Building an Economy that Works for Everyone

Lessons from Wisconsin: Building a stronger middle class

From the Everett Herald:

john burbank

John Burbank, Executive Director

The other night I had a chance to talk to students and faculty at Seattle Central Community College. We discussed the lopsided equations of income and wealth which have become the norm in our state. The people and businesses now benefitting from the status quo are quick to promote the notion that public employees are overcompensated. They want to drive a wedge between public servants and underpaid private sector employees.

That’s an upside down conversation. What we should be doing is encouraging workers to demand better wages and benefits in the private sector. The money is there. Corporate profits are at an all-time high. Our state’s wealthy are getting wealthier.

Don’t believe me? Steve Ballmer’s net worth is $14 billion. Jeff Bezos checks in at $12.6 billion and growing. Paul Allen has $12.7 billion. These guys are dabbling in commercial space hobbies, science fiction museums, and stomping on I-phones. They also funded the campaign to defeat the initiative for a tax on the wealthy. (I wonder why?!)

Wages for public sector workers, on the other hand, are not so great. Compare a faculty member at Everett Community College to Ballmer, for example. Ballmer got a BA from Harvard, and dropped out of the Stanford business school to join Microsoft. A professor with more education — a master’s degree and 15 years teaching experience — made a little more than $52,000 last year at Everett Community College. The highest paid faculty at Everett made slightly under $65,000.

One way the state has lowered costs at community colleges is to substitute part-time faculty for full-time faculty. They don’t get the same benefits, and their pay is a notch below. A part-time faculty member working full-time (which many of these people have to do, jumping from one community college campus to another, sometimes in the same day) earned $36,000 in 2009.

But maybe, you might suppose, these faculty members have gotten big increases in pay over the past decade, unlike typical private sector workers.

Nope. In 2000, at Everett, full-time faculty members received on average a little more than $51,500 (adjusted for inflation). So over the past decade, part-timers made out a bit better — though they started at a much lower point. In 2002 they made a full-time equivalent of $31,500 (again adjusted for inflation). So their compensation has gone up by about $4,600 over six years, or about 2 percent a year.

OK, so faculty salaries are not exactly earthshaking. Maybe tuition has been kept down over time.

Wrong again. Since 2000, inflation-adjusted annual tuition has gone up 50 percent, from $2,000 to more than $3,000. And next year it will go up again, at least another 7 percent.

Salaries are flat and tuition is up. It only makes sense when you look at the state budget for community colleges. State funding per student has dropped by 15 percent in just the past two years. It is now about $4,500 a year and falling. Tuition makes up the difference.

Let’s look at compensation a little more. If you are a public sector employee, the more educated you are, the more likely you could earn a higher salary in the private sector. And conversely, the less education you have, the more likely you will get a relatively decent wage in the public sector. And that is a good thing.

For example, across the United States, janitors make about $22,500 in the private sector, $25,700 in state government, and $28,000 in local government. None of these are stellar wages. But the public janitors get a little more, and are more likely to have health and pension coverage. As their wages are pushed slightly up, the salaries of the better-paid professional public employees fall behind those of comparable workers in the private sector. In other words, instead of pulling people apart, government pay scales have helped create a larger middle class.

That’s why when you attack public employees, you are attacking the middle class. And that’s why, instead of tearing down public employee compensation packages, we should figure out how to make private-sector wages and benefits more like public sector compensation.

A little money would have to be shifted from the corporate coffers and very wealthy — not only in taxes to fund government services and public servants, but also in wage and benefit distributions to private-sector workers. That will only happen when workers find a voice and organize. When they do, it won’t be a tea party.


[Task to carry out]: Each line that includes the word "JSON" should be copied from the records.

[Data supplied]:
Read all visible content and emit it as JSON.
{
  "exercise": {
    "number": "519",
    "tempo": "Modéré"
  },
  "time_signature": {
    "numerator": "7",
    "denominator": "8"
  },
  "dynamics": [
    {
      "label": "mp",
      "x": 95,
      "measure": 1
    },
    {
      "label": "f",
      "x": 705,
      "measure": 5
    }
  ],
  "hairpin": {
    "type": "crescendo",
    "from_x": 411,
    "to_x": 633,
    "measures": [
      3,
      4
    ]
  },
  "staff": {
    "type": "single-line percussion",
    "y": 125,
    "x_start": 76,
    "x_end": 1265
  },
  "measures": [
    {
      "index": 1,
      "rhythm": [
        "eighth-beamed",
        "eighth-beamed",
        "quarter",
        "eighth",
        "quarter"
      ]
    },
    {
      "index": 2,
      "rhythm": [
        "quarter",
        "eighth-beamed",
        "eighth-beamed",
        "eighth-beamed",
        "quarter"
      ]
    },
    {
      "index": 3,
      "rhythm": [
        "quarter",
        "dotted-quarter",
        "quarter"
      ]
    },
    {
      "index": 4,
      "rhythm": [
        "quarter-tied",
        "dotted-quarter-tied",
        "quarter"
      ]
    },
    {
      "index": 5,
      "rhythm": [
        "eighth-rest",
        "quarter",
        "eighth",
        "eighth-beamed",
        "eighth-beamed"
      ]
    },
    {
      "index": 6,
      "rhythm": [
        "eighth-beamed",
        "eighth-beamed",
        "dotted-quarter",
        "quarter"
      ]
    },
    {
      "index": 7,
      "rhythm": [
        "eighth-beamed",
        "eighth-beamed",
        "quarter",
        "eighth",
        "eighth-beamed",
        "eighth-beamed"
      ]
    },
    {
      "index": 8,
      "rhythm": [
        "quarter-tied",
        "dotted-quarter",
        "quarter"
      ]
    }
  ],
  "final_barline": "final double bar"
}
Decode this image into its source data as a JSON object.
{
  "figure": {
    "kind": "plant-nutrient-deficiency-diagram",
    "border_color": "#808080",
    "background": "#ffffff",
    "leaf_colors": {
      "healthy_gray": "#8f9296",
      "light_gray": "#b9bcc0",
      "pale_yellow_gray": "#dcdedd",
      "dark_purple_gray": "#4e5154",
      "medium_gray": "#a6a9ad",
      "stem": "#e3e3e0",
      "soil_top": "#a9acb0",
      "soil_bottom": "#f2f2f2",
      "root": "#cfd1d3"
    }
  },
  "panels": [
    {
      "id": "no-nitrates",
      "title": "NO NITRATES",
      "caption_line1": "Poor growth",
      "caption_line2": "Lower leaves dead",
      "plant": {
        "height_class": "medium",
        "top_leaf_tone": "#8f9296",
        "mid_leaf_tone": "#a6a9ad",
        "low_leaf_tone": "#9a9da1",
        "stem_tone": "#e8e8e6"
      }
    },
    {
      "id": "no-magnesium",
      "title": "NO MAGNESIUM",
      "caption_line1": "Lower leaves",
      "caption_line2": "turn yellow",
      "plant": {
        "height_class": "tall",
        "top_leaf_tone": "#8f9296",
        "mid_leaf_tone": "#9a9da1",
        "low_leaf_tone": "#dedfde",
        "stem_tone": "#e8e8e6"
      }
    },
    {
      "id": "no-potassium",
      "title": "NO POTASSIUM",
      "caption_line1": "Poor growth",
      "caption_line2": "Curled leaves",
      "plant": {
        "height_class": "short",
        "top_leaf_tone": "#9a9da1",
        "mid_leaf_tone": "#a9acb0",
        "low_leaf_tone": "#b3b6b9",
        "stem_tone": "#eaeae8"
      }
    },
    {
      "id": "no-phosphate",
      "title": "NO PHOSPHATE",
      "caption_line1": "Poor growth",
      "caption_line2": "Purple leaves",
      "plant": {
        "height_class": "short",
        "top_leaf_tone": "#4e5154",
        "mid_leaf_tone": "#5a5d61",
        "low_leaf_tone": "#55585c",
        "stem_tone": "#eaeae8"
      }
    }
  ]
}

---

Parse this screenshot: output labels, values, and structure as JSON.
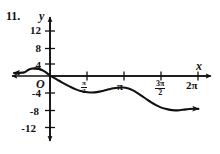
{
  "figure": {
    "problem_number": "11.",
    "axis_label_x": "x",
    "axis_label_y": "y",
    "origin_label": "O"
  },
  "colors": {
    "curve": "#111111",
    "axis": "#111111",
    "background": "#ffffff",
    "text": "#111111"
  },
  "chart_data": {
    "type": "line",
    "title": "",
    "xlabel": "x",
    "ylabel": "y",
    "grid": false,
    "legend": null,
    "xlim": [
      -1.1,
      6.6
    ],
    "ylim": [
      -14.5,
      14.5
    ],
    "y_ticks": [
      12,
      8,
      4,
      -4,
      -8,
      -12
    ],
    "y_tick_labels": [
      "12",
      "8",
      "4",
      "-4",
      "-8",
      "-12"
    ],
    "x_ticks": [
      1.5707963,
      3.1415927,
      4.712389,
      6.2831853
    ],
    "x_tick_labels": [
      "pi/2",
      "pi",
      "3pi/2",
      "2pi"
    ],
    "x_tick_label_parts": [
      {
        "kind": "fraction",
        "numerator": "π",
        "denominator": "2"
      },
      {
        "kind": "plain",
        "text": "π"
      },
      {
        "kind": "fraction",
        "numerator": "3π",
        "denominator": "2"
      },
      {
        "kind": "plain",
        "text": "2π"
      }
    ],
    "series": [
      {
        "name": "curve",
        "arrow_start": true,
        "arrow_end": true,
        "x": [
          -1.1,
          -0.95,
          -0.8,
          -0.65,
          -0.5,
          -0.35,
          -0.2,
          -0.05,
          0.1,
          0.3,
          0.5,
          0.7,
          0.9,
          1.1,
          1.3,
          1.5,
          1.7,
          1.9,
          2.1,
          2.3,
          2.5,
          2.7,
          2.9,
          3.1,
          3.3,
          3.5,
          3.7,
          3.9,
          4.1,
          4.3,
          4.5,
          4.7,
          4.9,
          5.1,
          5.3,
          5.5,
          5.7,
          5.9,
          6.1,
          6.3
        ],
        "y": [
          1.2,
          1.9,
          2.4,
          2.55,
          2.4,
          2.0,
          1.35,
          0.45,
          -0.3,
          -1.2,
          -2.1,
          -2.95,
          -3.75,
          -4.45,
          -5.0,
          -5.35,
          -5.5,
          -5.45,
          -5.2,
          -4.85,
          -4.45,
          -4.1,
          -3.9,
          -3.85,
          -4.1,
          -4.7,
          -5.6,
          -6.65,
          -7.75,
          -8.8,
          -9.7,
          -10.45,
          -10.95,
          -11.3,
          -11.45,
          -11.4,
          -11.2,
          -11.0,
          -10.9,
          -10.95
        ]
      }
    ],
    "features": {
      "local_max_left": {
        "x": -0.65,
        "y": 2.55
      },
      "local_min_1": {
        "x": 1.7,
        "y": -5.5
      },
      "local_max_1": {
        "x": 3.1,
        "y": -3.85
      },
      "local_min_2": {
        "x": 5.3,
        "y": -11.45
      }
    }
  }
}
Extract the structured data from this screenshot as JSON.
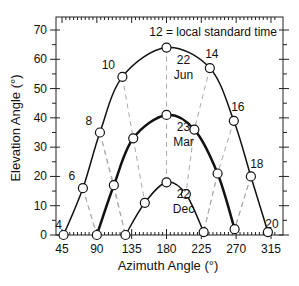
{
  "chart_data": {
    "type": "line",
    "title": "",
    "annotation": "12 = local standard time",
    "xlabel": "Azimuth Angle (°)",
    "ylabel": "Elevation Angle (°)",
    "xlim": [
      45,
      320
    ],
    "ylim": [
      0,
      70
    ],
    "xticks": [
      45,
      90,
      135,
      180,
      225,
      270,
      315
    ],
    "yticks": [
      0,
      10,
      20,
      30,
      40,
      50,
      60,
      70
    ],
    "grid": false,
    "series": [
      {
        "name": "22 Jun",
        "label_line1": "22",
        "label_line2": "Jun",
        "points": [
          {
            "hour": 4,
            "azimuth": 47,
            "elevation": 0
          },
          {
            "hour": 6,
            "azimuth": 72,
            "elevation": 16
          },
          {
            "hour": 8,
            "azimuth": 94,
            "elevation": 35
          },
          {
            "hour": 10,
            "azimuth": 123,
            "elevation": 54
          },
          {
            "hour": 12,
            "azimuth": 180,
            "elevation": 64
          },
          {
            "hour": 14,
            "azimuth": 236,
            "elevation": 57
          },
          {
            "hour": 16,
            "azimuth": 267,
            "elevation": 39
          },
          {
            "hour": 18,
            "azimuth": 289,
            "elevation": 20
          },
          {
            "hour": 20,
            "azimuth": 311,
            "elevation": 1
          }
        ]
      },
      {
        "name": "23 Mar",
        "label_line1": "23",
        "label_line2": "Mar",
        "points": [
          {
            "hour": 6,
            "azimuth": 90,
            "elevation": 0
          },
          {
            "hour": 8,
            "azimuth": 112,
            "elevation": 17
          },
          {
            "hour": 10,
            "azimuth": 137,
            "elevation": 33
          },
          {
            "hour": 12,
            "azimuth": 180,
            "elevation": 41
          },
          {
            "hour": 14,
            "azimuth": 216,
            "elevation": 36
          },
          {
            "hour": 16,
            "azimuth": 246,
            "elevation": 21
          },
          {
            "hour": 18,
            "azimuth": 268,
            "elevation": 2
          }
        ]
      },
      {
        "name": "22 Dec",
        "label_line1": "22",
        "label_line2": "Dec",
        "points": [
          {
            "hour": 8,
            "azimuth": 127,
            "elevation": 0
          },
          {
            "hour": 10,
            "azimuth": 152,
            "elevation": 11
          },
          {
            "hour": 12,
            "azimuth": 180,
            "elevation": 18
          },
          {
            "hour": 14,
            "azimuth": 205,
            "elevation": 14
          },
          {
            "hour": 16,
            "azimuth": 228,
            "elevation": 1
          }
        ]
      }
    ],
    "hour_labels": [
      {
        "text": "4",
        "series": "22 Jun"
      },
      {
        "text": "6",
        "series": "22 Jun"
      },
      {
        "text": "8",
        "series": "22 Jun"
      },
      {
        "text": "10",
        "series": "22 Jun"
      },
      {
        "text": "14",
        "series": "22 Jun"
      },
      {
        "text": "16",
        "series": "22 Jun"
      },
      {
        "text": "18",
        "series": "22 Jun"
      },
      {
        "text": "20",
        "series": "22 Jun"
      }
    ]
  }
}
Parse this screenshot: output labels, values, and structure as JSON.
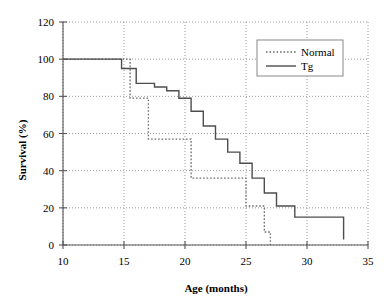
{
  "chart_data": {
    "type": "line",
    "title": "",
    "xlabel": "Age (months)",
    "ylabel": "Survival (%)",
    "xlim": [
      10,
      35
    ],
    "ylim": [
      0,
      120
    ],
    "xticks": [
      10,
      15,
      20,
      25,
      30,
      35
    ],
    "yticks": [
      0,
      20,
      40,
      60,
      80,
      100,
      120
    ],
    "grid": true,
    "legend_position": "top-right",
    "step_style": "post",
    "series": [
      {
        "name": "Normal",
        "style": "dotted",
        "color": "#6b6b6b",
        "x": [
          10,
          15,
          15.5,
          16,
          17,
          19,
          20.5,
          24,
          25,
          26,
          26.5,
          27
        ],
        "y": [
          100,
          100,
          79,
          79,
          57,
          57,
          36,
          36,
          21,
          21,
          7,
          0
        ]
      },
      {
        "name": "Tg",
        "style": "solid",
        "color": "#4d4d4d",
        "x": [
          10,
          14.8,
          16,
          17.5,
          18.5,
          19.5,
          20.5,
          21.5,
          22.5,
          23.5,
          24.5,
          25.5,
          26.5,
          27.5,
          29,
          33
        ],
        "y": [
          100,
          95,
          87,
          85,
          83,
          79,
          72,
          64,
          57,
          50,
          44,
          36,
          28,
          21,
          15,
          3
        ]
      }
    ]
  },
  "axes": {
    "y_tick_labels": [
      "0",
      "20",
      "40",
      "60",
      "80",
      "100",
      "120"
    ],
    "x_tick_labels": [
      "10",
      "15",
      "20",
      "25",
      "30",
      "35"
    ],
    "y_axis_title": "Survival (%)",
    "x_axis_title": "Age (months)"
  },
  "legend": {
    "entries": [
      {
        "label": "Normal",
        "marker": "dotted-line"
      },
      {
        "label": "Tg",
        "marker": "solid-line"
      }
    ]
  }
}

[Answer box]:
Read all visible content and emit it as JSON.
Decode this image into its source data as a JSON object.
Parse this screenshot: output labels, values, and structure as JSON.
Extract the structured data from this screenshot as JSON.
Parse this screenshot: output labels, values, and structure as JSON.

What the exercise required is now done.